The office of President Thabo Mbeki was regularly informed about the progress of an alleged attempted coup in Equatorial Guinea, the Pretoria Regional Court heard on Monday.
State witness Sean Abdinor, who arranged aviation logistics for the coup, told the court he was informed of this by alleged coup planner Simon Mann and his personal assistant, James Kershaw.
He testified that shortly before the alleged coup attempt, Mann passed on information about the plans to Nigel Morgan, also a state witness, who in turn conveyed this information to ”the president’s office”.
Morgan testified earlier in the week that he passed on reports to a source in the ”foreign intelligence service of the South African government”.
Shortly after the coup failed, Kershaw told Abdinor he had nothing to worry about. ”Morgan is sorting these things out with the South African government”.
Abdinor told the court this was one of the reasons he originally lied to police about his involvement in the coup. He had wanted to ”buy time”.

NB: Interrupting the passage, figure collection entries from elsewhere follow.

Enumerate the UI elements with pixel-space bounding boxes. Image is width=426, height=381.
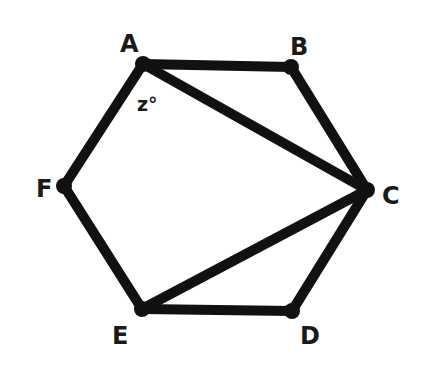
- vertex-A: [135, 56, 151, 72]
- vertex-points: [56, 56, 375, 319]
- vertex-C: [359, 182, 375, 198]
- vertex-label-F: F: [36, 175, 52, 203]
- vertex-F: [56, 178, 72, 194]
- edge-DE: [142, 309, 292, 311]
- edge-EF: [64, 186, 142, 309]
- hexagon-edges: [64, 64, 367, 311]
- vertex-labels: ABCDEF: [36, 30, 400, 350]
- vertex-label-B: B: [290, 33, 308, 61]
- vertex-D: [284, 303, 300, 319]
- hexagon-diagram: ABCDEF z°: [0, 0, 426, 381]
- edge-AB: [143, 64, 291, 67]
- vertex-B: [283, 59, 299, 75]
- vertex-label-D: D: [300, 322, 320, 350]
- vertex-E: [134, 301, 150, 317]
- angle-label-z: z°: [137, 93, 158, 115]
- vertex-label-E: E: [112, 322, 128, 350]
- edge-FA: [64, 64, 143, 186]
- vertex-label-C: C: [382, 182, 400, 210]
- vertex-label-A: A: [120, 30, 139, 58]
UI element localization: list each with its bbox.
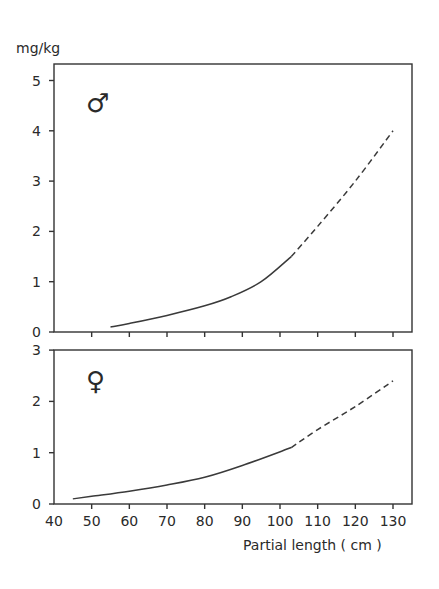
y-tick-label: 3 xyxy=(32,173,41,189)
female-curve xyxy=(73,381,393,499)
top-x-axis-ticks xyxy=(92,332,393,337)
bottom-y-axis-ticks: 0123 xyxy=(32,342,54,512)
observed-curve-segment xyxy=(73,448,291,499)
bottom-x-axis-ticks: 405060708090100110120130 xyxy=(45,504,406,529)
x-tick-label: 50 xyxy=(83,513,101,529)
x-axis-title: Partial length ( cm ) xyxy=(243,537,382,553)
bottom-panel-frame xyxy=(54,350,412,504)
top-panel-male: 012345 ♂ xyxy=(32,64,412,340)
y-tick-label: 2 xyxy=(32,393,41,409)
y-tick-label: 2 xyxy=(32,223,41,239)
y-tick-label: 1 xyxy=(32,445,41,461)
x-tick-label: 70 xyxy=(158,513,176,529)
x-tick-label: 60 xyxy=(120,513,138,529)
observed-curve-segment xyxy=(111,257,292,327)
y-tick-label: 0 xyxy=(32,324,41,340)
y-axis-unit-label: mg/kg xyxy=(16,40,60,56)
y-tick-label: 3 xyxy=(32,342,41,358)
y-tick-label: 5 xyxy=(32,73,41,89)
male-symbol-icon: ♂ xyxy=(86,88,109,118)
male-curve xyxy=(111,131,394,327)
extrapolated-curve-segment xyxy=(291,381,393,448)
extrapolated-curve-segment xyxy=(291,131,393,257)
y-tick-label: 1 xyxy=(32,274,41,290)
y-tick-label: 4 xyxy=(32,123,41,139)
top-y-axis-ticks: 012345 xyxy=(32,73,54,341)
x-tick-label: 40 xyxy=(45,513,63,529)
x-tick-label: 130 xyxy=(380,513,407,529)
x-tick-label: 120 xyxy=(342,513,369,529)
figure: mg/kg 012345 ♂ 0123 40506070809010011012… xyxy=(0,0,439,589)
x-tick-label: 110 xyxy=(304,513,331,529)
x-tick-label: 80 xyxy=(196,513,214,529)
y-tick-label: 0 xyxy=(32,496,41,512)
bottom-panel-female: 0123 405060708090100110120130 ♀ xyxy=(32,342,412,529)
x-tick-label: 90 xyxy=(233,513,251,529)
female-symbol-icon: ♀ xyxy=(86,366,105,396)
x-tick-label: 100 xyxy=(267,513,294,529)
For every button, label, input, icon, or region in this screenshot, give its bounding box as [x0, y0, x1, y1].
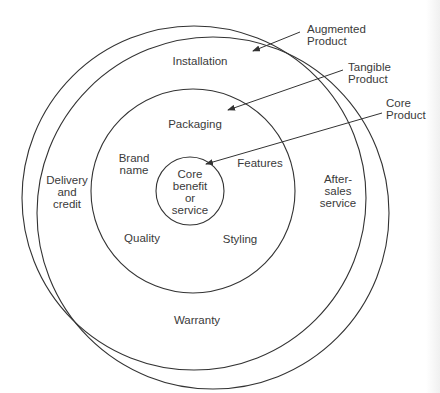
label-brand-name: Brand name — [104, 152, 164, 176]
tangible-arrow — [228, 70, 343, 110]
callout-augmented-product: Augmented Product — [307, 23, 366, 47]
label-styling: Styling — [210, 233, 270, 245]
label-packaging: Packaging — [155, 118, 235, 130]
augmented-arrow — [253, 32, 300, 51]
label-core-benefit: Core benefit or service — [160, 168, 220, 216]
label-after-sales-service: After- sales service — [303, 173, 373, 209]
label-quality: Quality — [112, 232, 172, 244]
page-edge-shadow — [426, 0, 440, 393]
label-warranty: Warranty — [157, 314, 237, 326]
label-features: Features — [225, 157, 295, 169]
callout-tangible-product: Tangible Product — [348, 61, 391, 85]
label-installation: Installation — [155, 55, 245, 67]
label-delivery-and-credit: Delivery and credit — [32, 174, 102, 210]
callout-core-product: Core Product — [386, 97, 426, 121]
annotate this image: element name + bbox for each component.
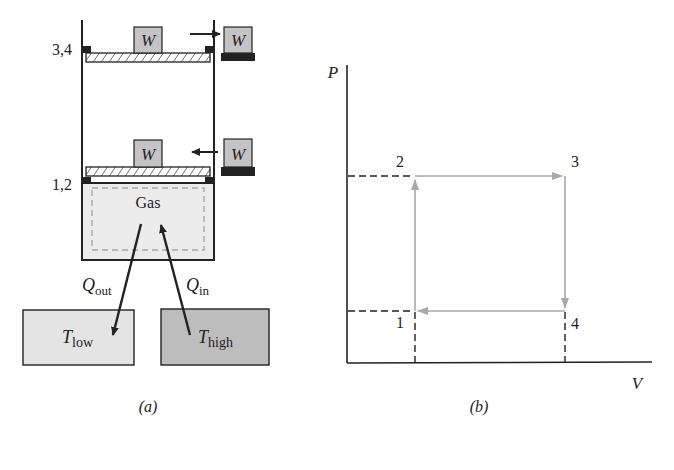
weight-label: W xyxy=(141,145,157,164)
external-shelf-lower xyxy=(221,167,255,176)
external-shelf-upper xyxy=(221,53,255,61)
v-axis xyxy=(347,362,652,363)
state-label-1: 1 xyxy=(396,314,404,331)
panel-a-caption: (a) xyxy=(139,398,158,416)
state-label-4: 4 xyxy=(571,315,579,332)
gas-label: Gas xyxy=(136,194,161,211)
v-axis-label: V xyxy=(632,374,645,393)
panel-b-pv-diagram: P V 1 2 3 4 (b) xyxy=(327,63,652,416)
weight-label: W xyxy=(141,31,157,50)
weight-label: W xyxy=(231,145,247,164)
stop-upper-left xyxy=(83,46,91,53)
figure-canvas: Gas W W W W 3,4 1,2 Tlow Thigh xyxy=(0,0,674,470)
state-label-3: 3 xyxy=(571,153,579,170)
heat-in-label: Qin xyxy=(186,275,210,298)
heat-out-label: Qout xyxy=(82,275,112,298)
piston-lower xyxy=(86,167,210,176)
stop-upper-right xyxy=(205,46,213,53)
panel-b-caption: (b) xyxy=(470,398,489,416)
position-label-bottom: 1,2 xyxy=(52,176,72,193)
position-label-top: 3,4 xyxy=(52,41,72,58)
weight-label: W xyxy=(231,31,247,50)
p-axis-label: P xyxy=(327,63,338,82)
stop-lower-left xyxy=(83,177,91,184)
stop-lower-right xyxy=(205,177,213,184)
state-label-2: 2 xyxy=(396,153,404,170)
panel-a-engine-diagram: Gas W W W W 3,4 1,2 Tlow Thigh xyxy=(23,20,269,416)
piston-upper xyxy=(86,53,210,62)
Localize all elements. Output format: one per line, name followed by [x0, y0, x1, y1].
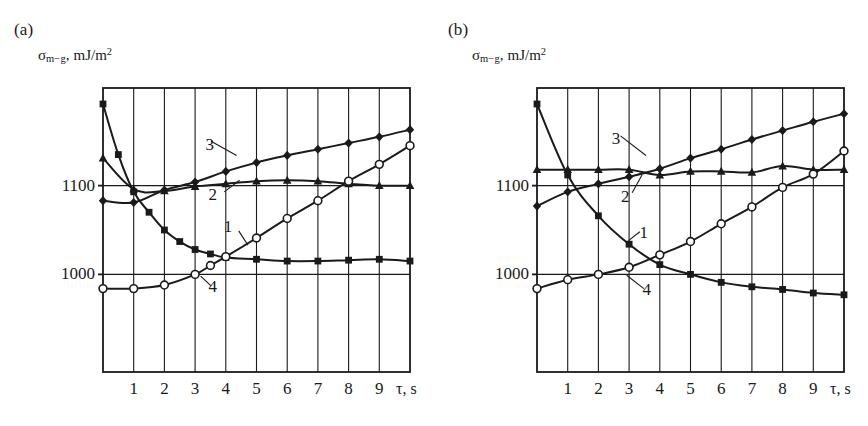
data-point-marker: [406, 142, 414, 150]
data-point-marker: [840, 147, 848, 155]
y-tick-label: 1000: [437, 265, 529, 282]
x-tick-label: 4: [212, 380, 240, 397]
data-point-marker: [748, 135, 756, 144]
data-point-marker: [810, 290, 817, 297]
data-point-marker: [779, 286, 786, 293]
x-tick-label: 6: [707, 380, 735, 397]
data-point-marker: [717, 145, 725, 154]
chart-svg: [434, 0, 868, 426]
curve-label-2: 2: [621, 188, 630, 205]
data-point-marker: [253, 234, 261, 242]
data-point-marker: [533, 285, 541, 293]
data-point-marker: [344, 138, 352, 147]
data-point-marker: [161, 281, 169, 289]
x-tick-label: 5: [677, 380, 705, 397]
data-point-marker: [407, 258, 414, 265]
x-axis-label: τ, s: [396, 381, 417, 397]
data-point-marker: [375, 132, 383, 141]
x-tick-label: 1: [554, 380, 582, 397]
data-point-marker: [375, 160, 383, 168]
data-point-marker: [207, 262, 215, 270]
data-point-marker: [687, 271, 694, 278]
gridlines-vertical: [568, 88, 814, 372]
curve-label-4: 4: [209, 278, 218, 295]
figure-two-panel-chart: (a) σm−g,mJ/m2 10001100123456789τ, s1234…: [0, 0, 868, 426]
data-point-marker: [345, 257, 352, 264]
data-point-marker: [99, 196, 107, 205]
data-point-marker: [594, 179, 602, 188]
data-point-marker: [283, 215, 291, 223]
chart-svg: [0, 0, 434, 426]
data-point-marker: [252, 158, 260, 167]
data-point-marker: [99, 285, 107, 293]
data-point-marker: [564, 187, 572, 196]
data-point-marker: [625, 172, 633, 181]
data-point-marker: [376, 256, 383, 263]
data-point-marker: [749, 283, 756, 290]
curve-label-3: 3: [205, 136, 214, 153]
x-tick-label: 8: [335, 380, 363, 397]
x-tick-label: 6: [273, 380, 301, 397]
data-point-marker: [315, 258, 322, 265]
data-point-marker: [840, 109, 848, 118]
data-point-marker: [626, 241, 633, 248]
data-point-marker: [284, 258, 291, 265]
data-point-marker: [283, 151, 291, 160]
data-point-marker: [314, 145, 322, 154]
data-point-marker: [717, 220, 725, 228]
x-tick-label: 4: [646, 380, 674, 397]
plot-area-b: [434, 0, 868, 426]
data-point-marker: [748, 203, 756, 211]
x-tick-label: 5: [243, 380, 271, 397]
data-point-marker: [253, 256, 260, 263]
data-point-marker: [146, 209, 153, 216]
chart-panel-b: (b) σm−g,mJ/m2 10001100123456789τ, s1234: [434, 0, 868, 426]
data-point-marker: [207, 251, 214, 258]
data-point-marker: [161, 227, 168, 234]
curve-label-1: 1: [224, 218, 233, 235]
curve-label-2: 2: [209, 186, 218, 203]
curve-label-4: 4: [643, 281, 652, 298]
data-point-marker: [656, 261, 663, 268]
data-point-marker: [115, 151, 122, 158]
x-tick-label: 2: [150, 380, 178, 397]
data-point-marker: [192, 246, 199, 253]
data-point-marker: [564, 276, 572, 284]
data-point-marker: [130, 285, 138, 293]
x-tick-label: 9: [365, 380, 393, 397]
x-tick-label: 3: [615, 380, 643, 397]
data-point-marker: [687, 238, 695, 246]
data-point-marker: [809, 117, 817, 126]
data-point-marker: [686, 154, 694, 163]
data-point-marker: [778, 126, 786, 135]
x-tick-label: 3: [181, 380, 209, 397]
x-tick-label: 1: [120, 380, 148, 397]
data-point-marker: [222, 253, 230, 261]
y-tick-label: 1100: [437, 177, 529, 194]
x-tick-label: 7: [304, 380, 332, 397]
data-point-marker: [176, 238, 183, 245]
data-point-marker: [130, 198, 138, 207]
plot-area-a: [0, 0, 434, 426]
x-axis-label: τ, s: [830, 381, 851, 397]
curve-label-3: 3: [612, 130, 621, 147]
data-point-marker: [534, 101, 541, 108]
x-tick-label: 2: [584, 380, 612, 397]
data-point-marker: [533, 201, 541, 210]
data-point-marker: [841, 291, 848, 298]
data-point-marker: [100, 101, 107, 108]
x-tick-label: 9: [799, 380, 827, 397]
data-point-marker: [191, 270, 199, 278]
data-point-marker: [406, 125, 414, 134]
data-point-marker: [779, 184, 787, 192]
data-point-marker: [345, 177, 353, 185]
gridlines-vertical: [134, 88, 380, 372]
x-tick-label: 8: [769, 380, 797, 397]
data-point-marker: [99, 154, 108, 162]
chart-panel-a: (a) σm−g,mJ/m2 10001100123456789τ, s1234: [0, 0, 434, 426]
y-tick-label: 1000: [3, 265, 95, 282]
data-point-marker: [314, 197, 322, 205]
data-point-marker: [809, 170, 817, 178]
data-point-marker: [718, 279, 725, 286]
y-tick-label: 1100: [3, 177, 95, 194]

”I was waiting for the South African, British or Spanish government to intervene as I was told by [Simon] Mann and [James] Kershaw that they had been involved,” Abdinor told the court.
He is the third state witness to have claimed that the government granted, albeit silent, permission for the coup.
Abdinor was testifying against Raymond Stanley Archer, Victor Dracula, Louis du Preez, Errol Harris, Mazanga Kashama, Neves Tomas Matias, Simon Morris Witherspoon and Hendrik Jacobus Hamman, who are accused of contravening the Foreign Military Assistance Act.
They were among a group of men arrested in March 2004 on landing at Harare International Airport, to refuel and pick up military equipment on their way to Equatorial Guinea.
He was the first state witness to link one of the accused directly to the coup.
He said Hamman, a pilot of the Boeing 727 seized in Harare, probably knew what they were involved in.
None of the other men have been shown to have known what they were involved in.